Art & Lies is set in some dream time, in the 20th century, maybe in London. The characters, Handel, Picasso and Sappho aren’t *the* Handel, Picasso and Sappho, although Sappho actually is even as she unwittingly interacts with Picasso, in some kind of time space meld. There are threads of a story but they are interspersed with the extended riffs so it doesn’t read like a novel. The writing is amazingly beautiful. I needed to read this book slowly so I could savor the words. Even if I sometimes didn’t quite understand the meaning of the words.

I think, in another previous time, I might not have had the mental capacity to handle this book, but, now, in the midst of this pandemic, when we are in our very own dream time, sometime in the 21st century, maybe wherever we are at this moment, it was easier to slip into the surreal setting and events. It’s a shorter book but worthy of a long, slow read.
Profile Image for Anna.
632 reviews4 followers
June 30, 2010
4.5 stars. I am growing more accustomed to Winterson's writing style, and it was this book that finally made me bow down and worship her as a master of the English language. Her prose is so smoothly woven that even when I didn't follow the "plot" of the story I was still mesmerized. That is her style, I realized-- for me to enjoy the journey rather than rush through to the destination. I won't even attempt a plot summary. "Art & Lies," for me, was more a series of vibrant, human vignettes on personhood and art. This book reminded me strongly of Italo Calvino's "Invisible Cities."
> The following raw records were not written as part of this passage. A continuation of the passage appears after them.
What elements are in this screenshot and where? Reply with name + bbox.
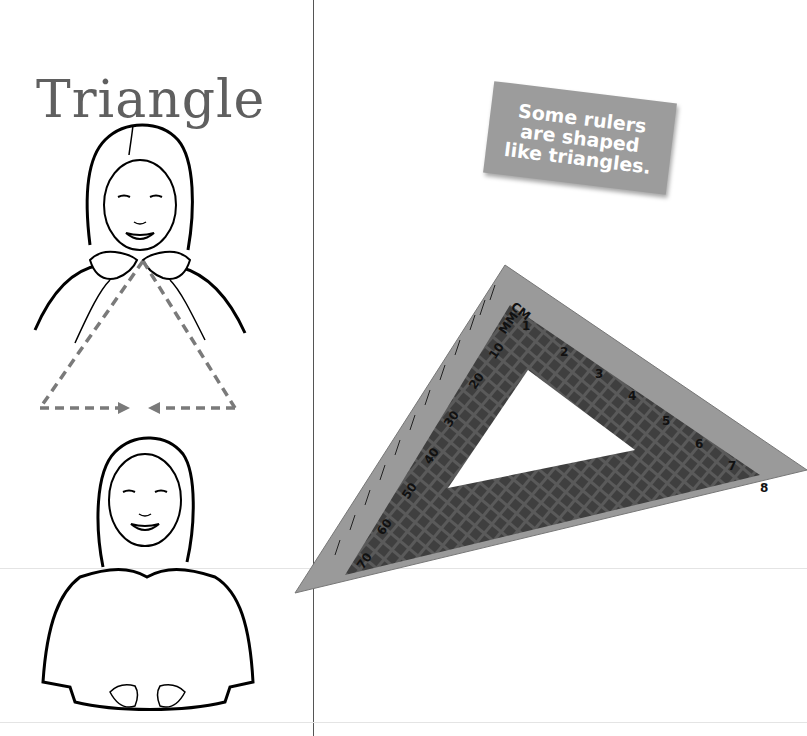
- callout-box: Some rulers are shaped like triangles.: [483, 81, 677, 195]
- svg-text:2: 2: [560, 345, 568, 359]
- svg-text:1: 1: [522, 319, 530, 333]
- svg-text:6: 6: [695, 437, 703, 451]
- arrow-right-icon: [118, 402, 130, 414]
- svg-text:4: 4: [628, 389, 636, 403]
- triangle-ruler-photo: CM 1 2 3 4 5 6 7 8 MM 10 20 30 40 50 60 …: [290, 260, 807, 600]
- svg-text:5: 5: [662, 414, 670, 428]
- girl-signing-end-illustration: [35, 432, 260, 717]
- page-bottom-line: [0, 722, 807, 723]
- svg-text:8: 8: [760, 481, 768, 495]
- svg-text:7: 7: [728, 459, 736, 473]
- svg-text:3: 3: [595, 367, 603, 381]
- arrow-left-icon: [148, 402, 160, 414]
- motion-path-dashed-triangle: [30, 255, 250, 420]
Profile Image for Marc Nash.
Author 18 books468 followers
October 3, 2016
The usual unsurpassed Winterson literary & lingual pyrotechnics and lyricism. Ideas of love, art, desire, history, big ideas dealt with in breathless fragments. The Handel and Picasso chapters were wondrous, the Sappho a bit more oblique and harder to grasp and therefore less satisfying. And the bawd, was well bawdy. Maybe just a bit too packed and breathless for my way of reading. One should probably bask in a couple of a pages at a time and go away and meditate on them before returning for another sumptuous nibbled feast of the next two pages.
Profile Image for Lisanne.
242 reviews7 followers
March 11, 2017
This one lured me in with its beautiful, philosophical language and then crushed me to pieces. Art and Lies deals with a lot of heavy and dark themes and is therefore very hard to read at times. Nevertheless, the writing is so smooth and has such a pleasant flow that you want to read on, no matter the subject.
Profile Image for leni swagger.
513 reviews6 followers
March 31, 2024
A gift for language.

Winterson’s writing provokes great waves of emotions, leaving the reader in awe of what she is able to produce.
While the plot is all over the place and, being very honest here, still makes no sense to me, the rich vocabulary and phenomenal storytelling make it all worth it and create a hauntingly beautiful picture.
Profile Image for Anna.
74 reviews
Read
December 5, 2010
I don't know how to rate this...it was my first Winterson book. There were whole pages I wanted to cut out and paste on my wall. But there's also an entire musical score at the end, and lots of other strangeness. Not entirely sure what to make of it--but I will definitely read more JW.
Profile Image for Jenna ❤ ❀  ❤.
893 reviews1,847 followers
June 10, 2012
Brilliant! Another Winterson masterpiece! This novel doesn't quite read like a novel, but the prose is stunning, breath-takingly beautiful. I was enthralled through the entire book, couldn't read fast enough. It was an absolute joy to read.... again!
Profile Image for Kang-Chun Cheng.
231 reviews16 followers
January 3, 2018
first book by her. descriptions are astounding, i fell in love with her attentiveness to colour and light especially. a special intertwining of 3 tales, written with emotional sensitivity and daring. one of those books that upon finishing, i already feel like i need to read again.